It’s a long way from Winchester, Virginia to Valrico, Florida, but Heather Krueger is closing the gap by the sheer power and emotionality of her singing voice.

Krueger, the Floridian, is portraying Virginia country music legend Patsy Cline in a musical opening this week at the Jaeb Theater, part of the Straz Center complex in Tampa.

The show, opening Nov. 5 and running through Dec. 6, is Ted Swindley’s Always … Patsy Cline.

Patsy Cline

Cline (1932-63) is considered one of the greatest, if not the all-time best, female country music singer.

“I think the first time I heard her was in a theme park show,” recalls Krueger, a veteran of bay area musical theater stages. “It was somebody singing ‘Crazy.’ I looked her up and I said ‘Well, this girl’s voice is so interesting.’ I love that’s she’s dark and she yodels, she’s all over the place.”

Cline, whose best-known songs include the aforementioned “Crazy” (written by Willie Nelson), “I Fall to Pieces,” “She’s Got You” and “Walkin’ After Midnight,” sang with a wholly unique combination of heartache, vulnerability … and willfulness.

“She’s known for country, but when you really break it down, I don’t think she’s just country,” Krueger says. “She’s clearly influenced by lots of different things. She just did whatever she wanted to do. And that’s so intriguing to me. She just had so much soul in her vocals.”

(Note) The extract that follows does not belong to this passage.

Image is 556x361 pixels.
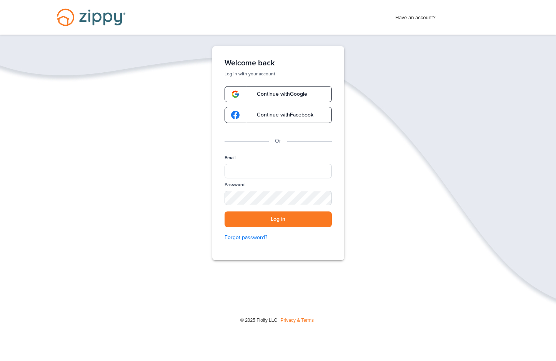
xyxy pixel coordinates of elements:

Always … Patsy Cline isn’t a jukebox musical, with one song after another – oh, there are plenty of songs, with Krueger accompanied by a live, four-piece band, but the fulcrum is a script (based on a true story) in which a Texas housewife reads letters that Patsy, her pen pal, has sent from the road.

Krueger “found” her portrayal of the legend by listening, over and over again, to Cline’s heart-wrenching recordings. “It’s a way to communicate things that sometimes you can’t say out loud, as Heather. You can connect to it through a lyric. And when I really started listening to Patsy Cline, that’s what she does.

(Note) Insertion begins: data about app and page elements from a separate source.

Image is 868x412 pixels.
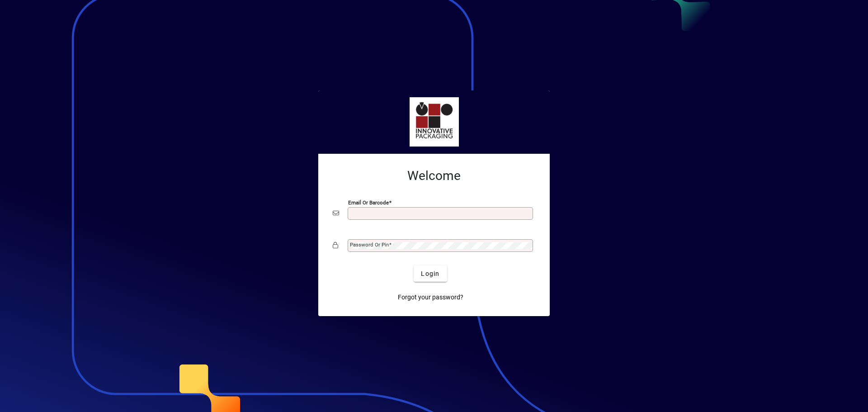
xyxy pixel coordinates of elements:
button: Login [414,266,447,282]
span: Forgot your password? [398,293,463,302]
mat-label: Email or Barcode [348,200,388,206]
a: Forgot your password? [394,289,467,305]
span: Login [421,269,440,279]
mat-label: Password or Pin [350,242,388,248]
h2: Welcome [332,168,536,184]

“You just feel everything that she’s feeling when she’s singing those songs. She’s connecting with whatever it is in her life, and it’s pouring through her in these vocals. And I just think that’s such magic! How does that not make you feel something?”

Krueger’s professional resume includes stints on cruise ships, in regional theaters in theme park shows (including Busch Gardens Tampa) and with local companies including Stageworks and Jobsite.

In the mid ‘90s, she began a long association with the Straz Center’s theatrical repertory company. In March, she was in the middle of Shout! The Mod Musical, at the Jaeb, when the pandemic descended and forced all stages to go dark.

Always … Patsy Cline is being staged in a socially-distanced, low-capacity Jaeb Theater.

“I feel so blessed to be able to be back onstage, and so grateful that the Straz is taking this chance,” Krueger explains. “And they’re being so careful. They sent me a 25-page safety plan to read. And they said ‘We only want you to do this if you’re comfortable with all of these things.’”

When she arrived for her first Patsy rehearsal, she discovered the set for Shout! was still there on the stage, right where they’d left it in the spring.

“It was so weird and surreal,” Krueger says, “but so amazing at the same time. So there was a lot of emotion.”

Tickets and all safety information can be found here.